Mosca himself holds what is sometimes called an “interdependence” theory of historical causation: the view that there are a number of important factors that determine historical change, that no one of these can be considered solely decisive, that they interact upon each other, with changes in one field affecting and in turn being affected by changes in others.
Monistic theories of history, he believes, are a great obstacle to a recognition of the facts.
The existence of a minority ruling class is, it must be stressed, a universal feature of all organized societies of which we have any record. It holds no matter what the social and political forms—whether the society is feudal or capitalist or slave or collectivist, monarchical or oligarchical or democratic, no matter what the constitutions and laws, no matter what the professions and beliefs. Mosca furthermore believes that we are fully entitled to conclude that this not only has been and is always the case, but that also it always will be.

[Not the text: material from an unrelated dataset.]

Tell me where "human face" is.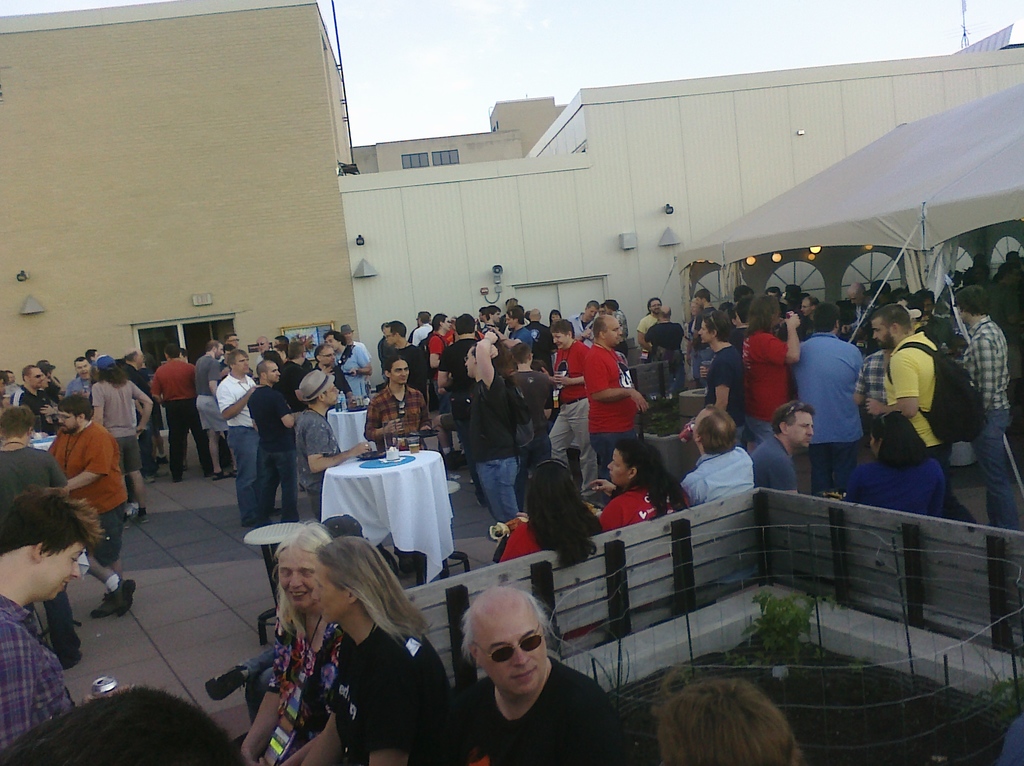
"human face" is at bbox=(699, 320, 712, 341).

In reality the dominion of an organized minority, obeying a single impulse, over the unorganized majority is inevitable. The power of any minority is irresistible as against each single individual in the majority, who stands alone before the totality of the organized minority. At the same time, the minority is organized for the very reason that it is a minority.
The political mandate has been likened to the power of attorney that is familiar in private law. But in private relationships, delegations of powers and capacities always presuppose that the principal has the broadest freedom in choosing his representative. Now in practice, in popular elections, that freedom of choice, though complete theoretically, necessarily becomes null, not to say ludicrous.

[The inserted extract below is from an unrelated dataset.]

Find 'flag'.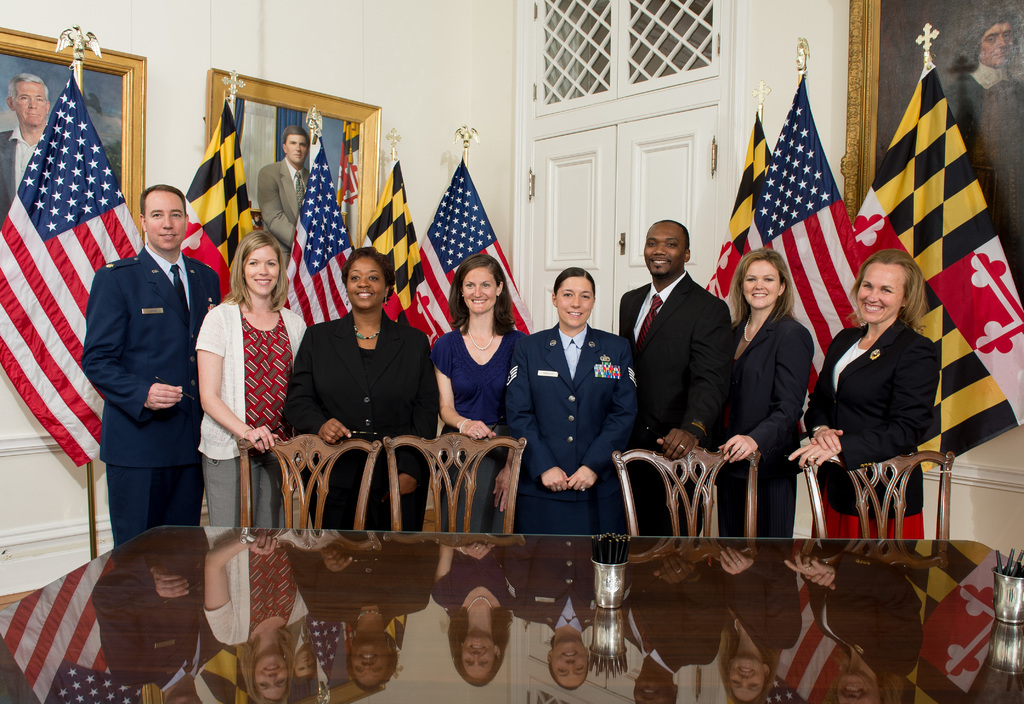
[406, 150, 546, 355].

If his vote is to have any efficacy at all, therefore, each voter is forced to limit his choice to a very narrow field, in other words to a choice among the two or three persons who have some chance of succeeding; and the only ones who have any chance of succeeding are those whose candidacies are championed by groups, by committees, by organized minorities
We should further note that in stating the theory of the ruling class, Mosca is not making a moral judgment, is not arguing that it is good, or bad, that mankind should be divided into rulers and ruled.